The Indians rode the arm of junior righthander Darren Lauer and timely hitting to the title.

Council Rock North's Darren Lauer is hoping to use this summer to showcase his pitching skills to college coaches.

Lauer, a hard-throwing junior righthander, jump-started the process with a strong outing in Thursday's PIAA District 1 Class AAAA championship game against West Chester Henderson.

Keeping the Indians close until their bats sprung to life late, Lauer scattered five singles and struck out eight as Council Rock North topped Henderson, 4-1, in eight innings at Radnor High for the program's first district title since 2003.

"Darren was just on today," Indians coach Dan Kusters said. "As the year has progressed, he's gotten better and better. He's down in the zone and able to locate his pitches."

The 6-foot, 180-pound Lauer mixed a two-seam fastball, clocked in the 84- to 86-m.p.h. range, change-up and curveball. He threw 103 pitches, 71 for strikes.

"It was one of those days for me," Lauer said. "Everything fell right into place. All of my pitches were working."

Council Rock North (22-2) will open the state tournament Monday against Lower Dauphin, District 3's third-place finisher, at a site and time to be determined.
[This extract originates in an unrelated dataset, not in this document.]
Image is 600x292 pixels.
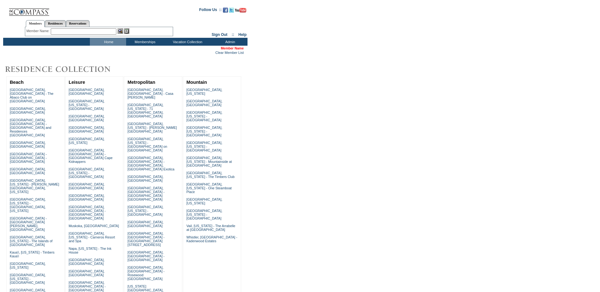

Henderson will begin state play versus District 12 runner-up Central, an 11-4 loser Thursday to Monsignor Bonner.

The Warriors (21-4) took a 1-0 lead into the seventh. The Indians forced extra innings when Benn Parker, who had led off with a single to center field, scored on Ryan Henritzy's one-out single to left-center.

Ryan Hartley started the visiting eighth with a single to center, moved to second on Tom Filer's sacrifice, and sprinted home from there, with what turned out to be the winning run, on Dave Pine's looping double that dropped inside the left-field line.

Council Rock North added two insurance runs. Pinch-hitter Keith Terry drove in Pine with a hard-hit single past shortstop Sean McCormick, and Mike Festa, running for Terry, stole home on a passed ball. Pitcher Brad McCollester was waiting to make the tag, but Festa faked him out by going wide left.

"All of our guys rip the ball," Lauer said, "so I was confident that we would eventually get a few runs. It's so much easier as a pitcher when you know you're going to get the runs."

Through six innings, Henderson lefthander Kyle Hooven held the Indians to five hits and struck out eight. Hooven was lifted after Terry's eighth-inning hit.

"I thought we were taking too many pitches, not putting the ball in play," Kusters said. "Once we changed our approach and stayed back, we were able to put the bat on the ball a little."

The Warriors' second-inning run, which came on McCormick's RBI single to right-center, was unearned.

In 2005, Lauer was one of eight current Council Rock North players to compete for the Council Rock Newtown squad that advanced to the Little League World Series in Williamsport. The Mid-Atlantic champions went 1-2 in pool play.

"It was so much fun to be there," Lauer said. "That was our goal, to get to Williamsport. It was amazing that we achieved that."

Council Rock North 000 000 13 - 4 10 3

W.C. Henderson 010 000 00 - 1 5 1

WP: Darren Lauer. LP: Kyle Hooven. 2B: CRN-Mike Tentilucci, Dave Pine.